Florence Massey, 93, arrived at the Oct. 26 meeting of the Bonney Lake City Council full of vinegar. She had recently been told by Bonney Lake Senior Center staff that the council was planning to slash funding for the institution. As a longtime volunteer and member, she planned to use public comment time to argue against the cuts.
So when the council opened the meeting by calling her before the council, she thought she was getting an early chance to give them a piece of her mind.
Instead, she walked away with a street named after her.
“It was a surprise,” Massey said. “I thought I was going to faint.”
The spending cuts had been a total ruse to lure Massey in for the council’s real purpose: to honor her years of service as a senior center cashier and greeter, and present her with a street sign reading Massey Way, to be mounted on the side road to the immediate west of the senior center.
“Because the only way is the Massey way,” she said, chuckling.
Massey has lived in Prairie Ridge since 1976, but was born in Emporia, Kan., in 1917. She lived on a farm outside the city from the time she was a small girl until she was raising her own children. She performed all the duties needed to keep the farm running.
“I did a little bit of everything,” she said. “Milking, feeding chickens, anything that needed to be done. I had driven horses and machinery. I also did the bookkeeping for a loan business in the area.”
She married Clifford Massey, a hired hand on the farm, at the age of 15. She raised three children, two boys and a girl, all of whom learned how to milk a cow when they were able, she said.
In 1946, a series of crop failures caused by drought and Chintz bug infestation forced the Massey family to leave their rented farm and move into the city.
For work, she answered an advertisement in the local paper requesting cooks at the local Catholic Hospital. Instead, a nun at the hospital talked her into becoming a nurse’s aide.
“I said ‘Oooh no,’ but she said ‘You get one uniform and show up for work in the morning,'” Massey said. “I wasn’t expecting to get into the nursing field at all.”
Massey thrived in the position. She worked as an aide for two years before entering classes to become a licensed practical nurse, working days and going to school at night. Her husband’s schedule allowed them to get by without hiring a sitter for their kids.
By 1950, she graduated LPN training and the hospital staff was pushing her to become a surgical nurse, something that would require more training.
“Once again, a nun talked me into it,” she said.
Massey expanded into surgical nursing training from within the hospital. She did well in the position, she said, but it could be difficult to live with on some days.
“The biggest problem is you’re seeing (surgeries) and you think ‘What would happen if this was my family or me,'” she said. “Back in the day, they didn’t have cancer treatments, so that could be hard to watch. Some nights I would come home and say ‘I won’t go back.'”

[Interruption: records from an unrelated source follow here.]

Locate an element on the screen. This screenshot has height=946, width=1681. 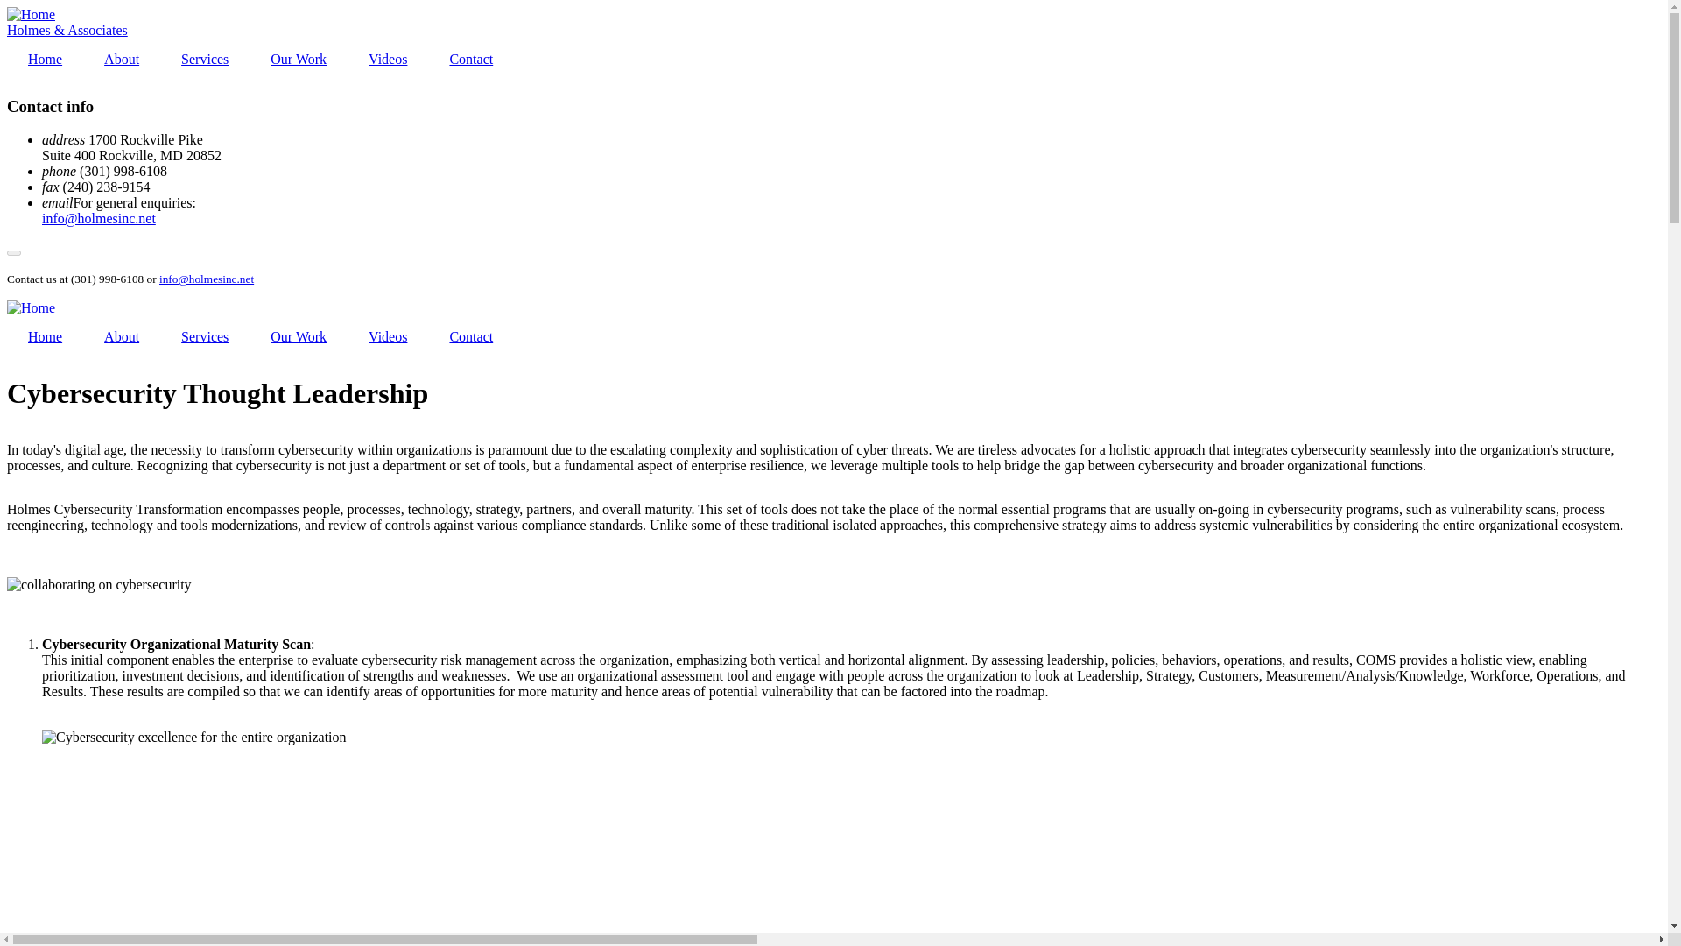
Contact is located at coordinates (471, 60).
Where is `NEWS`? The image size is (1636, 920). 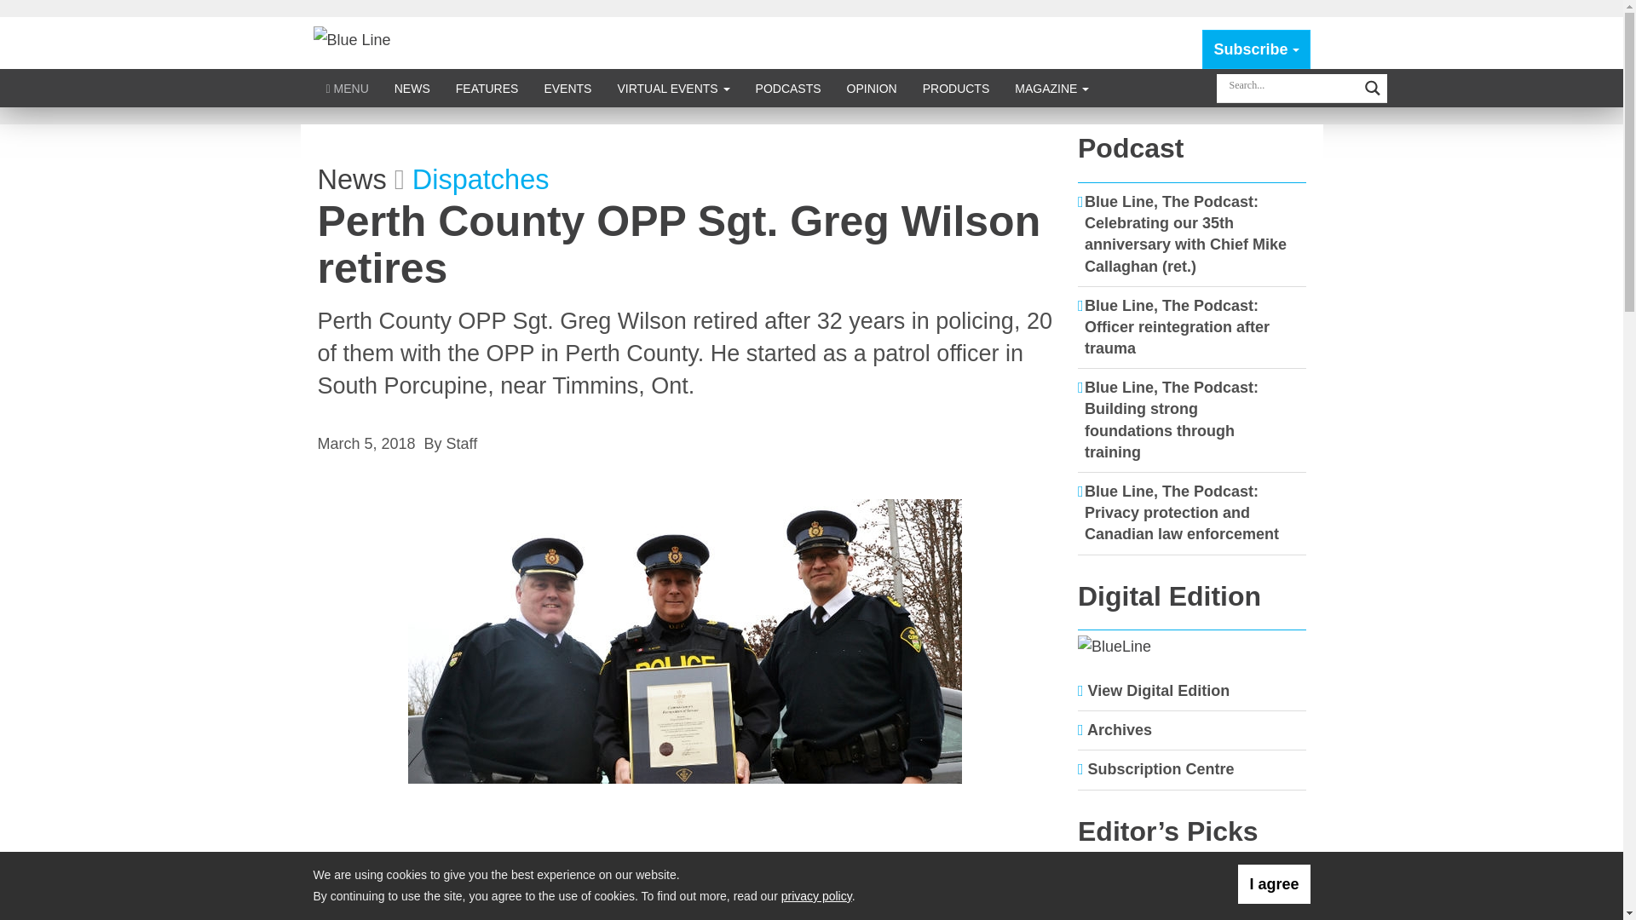 NEWS is located at coordinates (412, 89).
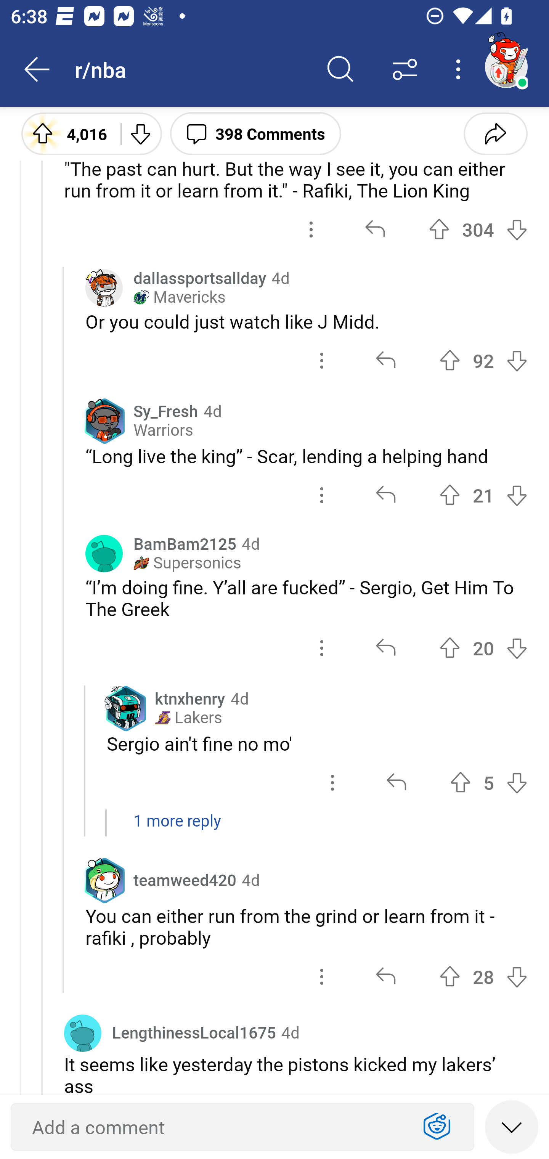 The image size is (549, 1159). I want to click on 1 more reply, so click(274, 828).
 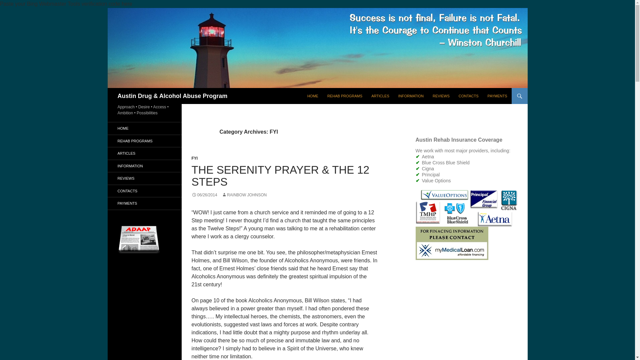 I want to click on HOME, so click(x=144, y=128).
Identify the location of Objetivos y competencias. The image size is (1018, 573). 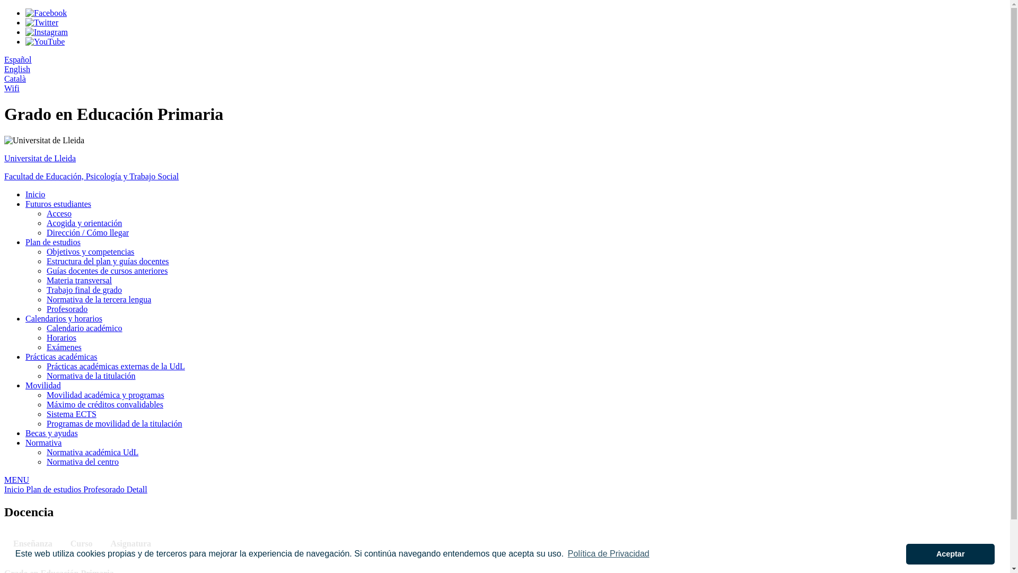
(90, 251).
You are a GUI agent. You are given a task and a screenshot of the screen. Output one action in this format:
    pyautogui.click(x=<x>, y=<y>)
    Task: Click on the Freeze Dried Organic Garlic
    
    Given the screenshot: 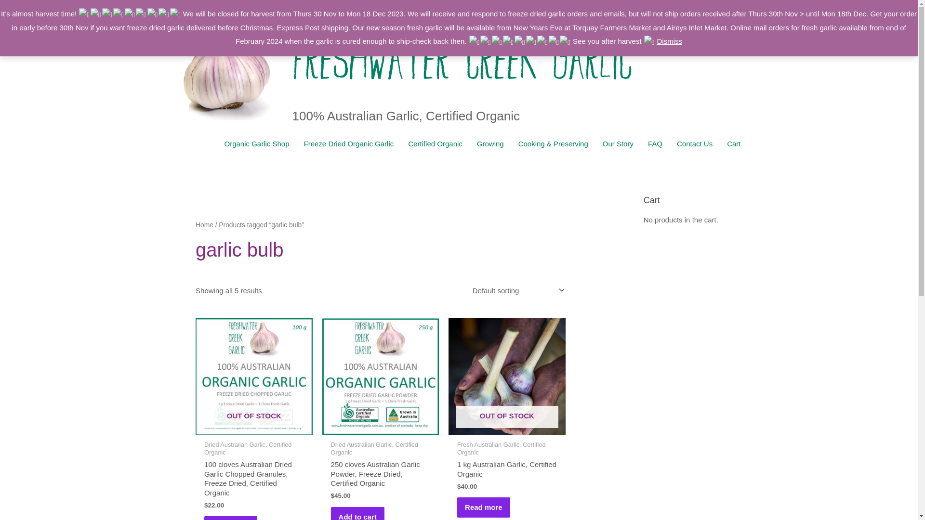 What is the action you would take?
    pyautogui.click(x=349, y=144)
    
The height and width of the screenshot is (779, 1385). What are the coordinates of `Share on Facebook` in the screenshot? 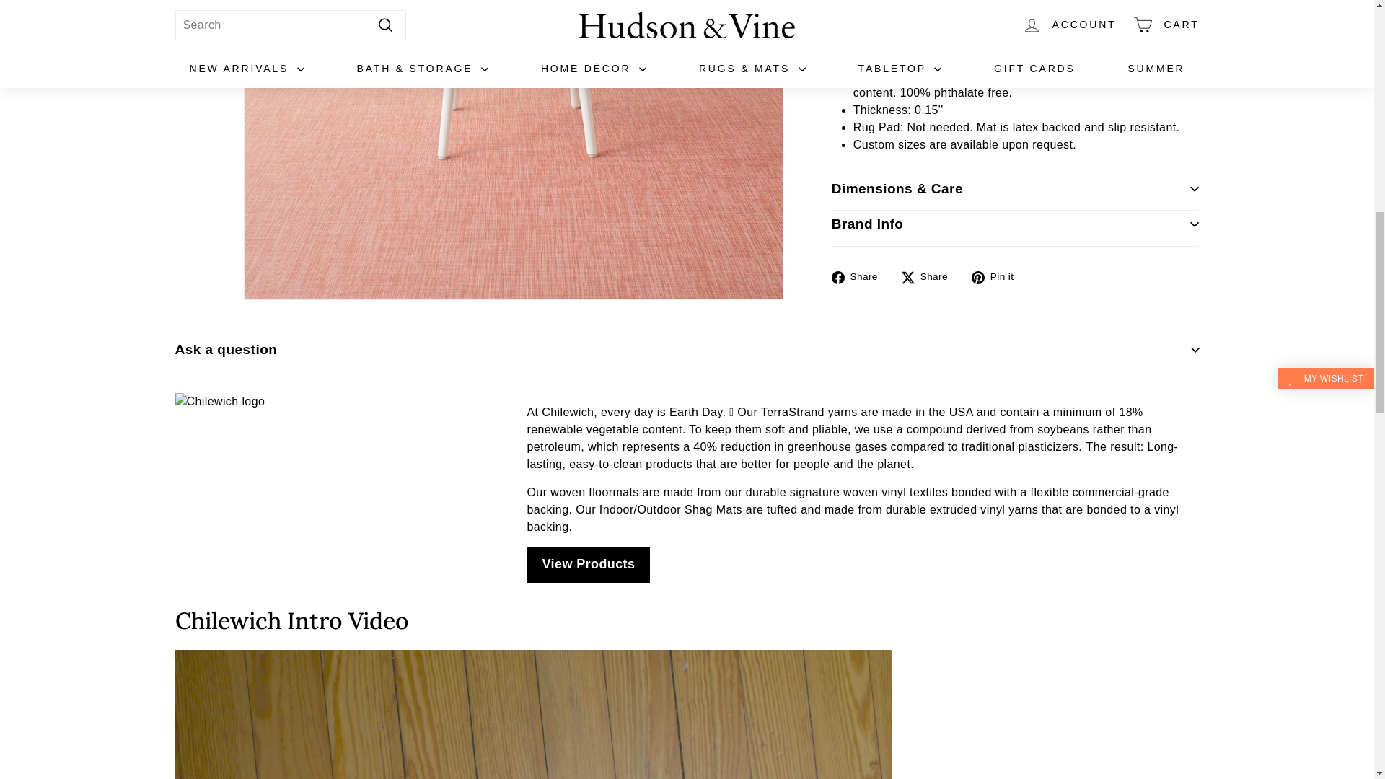 It's located at (860, 277).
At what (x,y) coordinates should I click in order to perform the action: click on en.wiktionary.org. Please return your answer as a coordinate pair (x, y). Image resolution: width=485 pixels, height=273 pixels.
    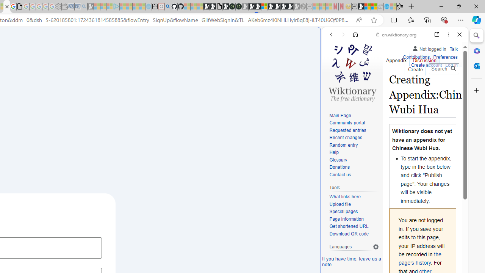
    Looking at the image, I should click on (396, 34).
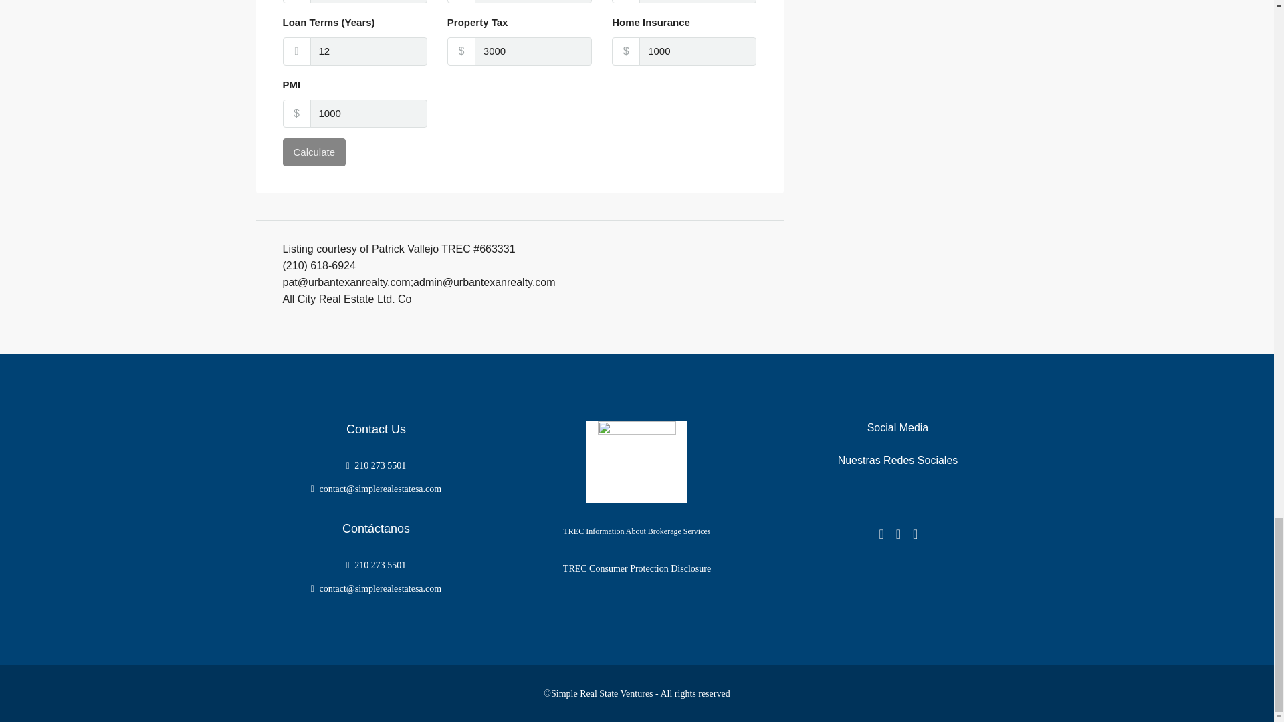  Describe the element at coordinates (534, 1) in the screenshot. I see `37305` at that location.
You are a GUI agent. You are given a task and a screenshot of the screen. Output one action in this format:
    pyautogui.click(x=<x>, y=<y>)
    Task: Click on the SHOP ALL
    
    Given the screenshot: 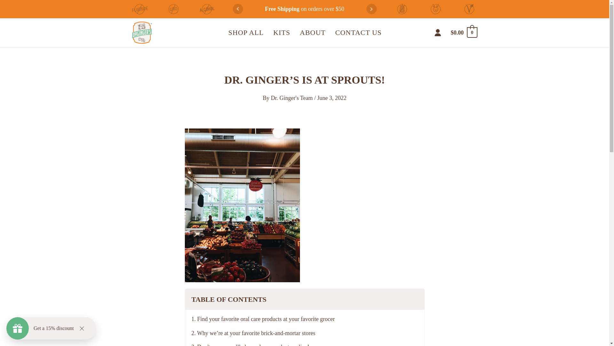 What is the action you would take?
    pyautogui.click(x=246, y=33)
    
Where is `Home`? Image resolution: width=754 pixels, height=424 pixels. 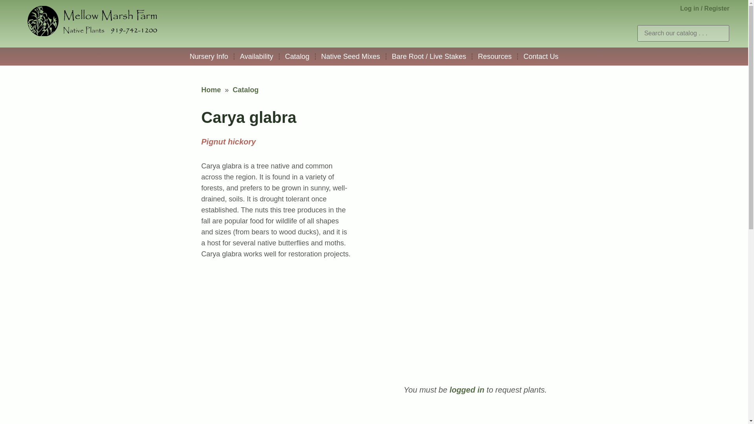
Home is located at coordinates (211, 90).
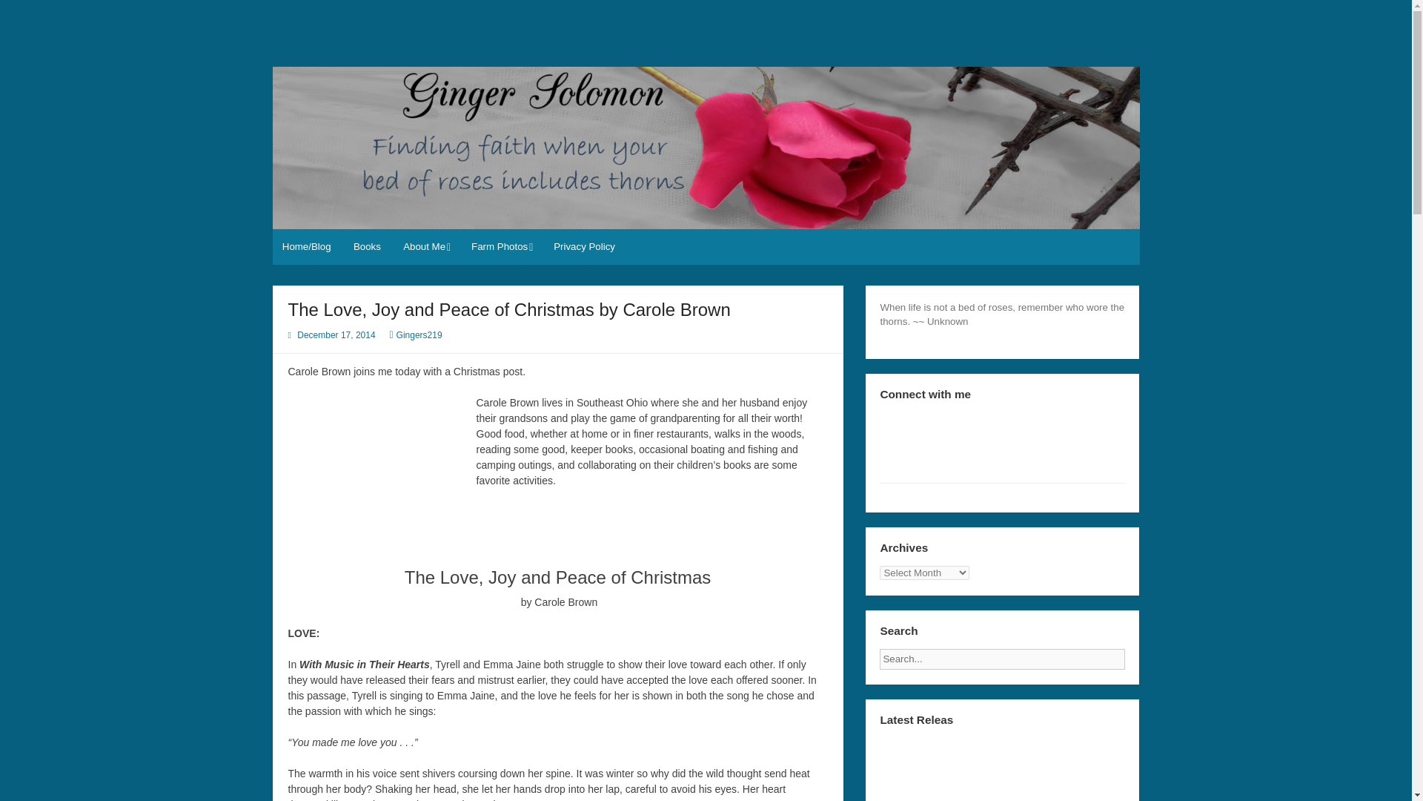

She went on to work as a surgical nurse for 25 years, transferring to the Enumclaw hospital when she and her husband moved to Prairie Ridge in 1976. She continued working in the operating theater until she retired at 68.
“It was an interesting type of work,” she said. “It was different every day. You were pretty sure of a job. And you felt like you were doing something worthwhile.”
Massey came to the Bonney Lake Senior Center for the first time in 1978, and she’s been a member ever since. In 2002, she began volunteering as a cashier and greeter.
She still lives in the house she bought with her husband in Prairie Ridge, though he died in 1993. She still drives, and drives well, she pointed out. And she still works her post at the senior center, five days a week, three hours a day.
Now her role as a permanent fixture of the center will be cemented. When her street sign is mounted, it will be a plain fact to anyone driving through what members of the senior center have known all along: the only way is the Massey Way.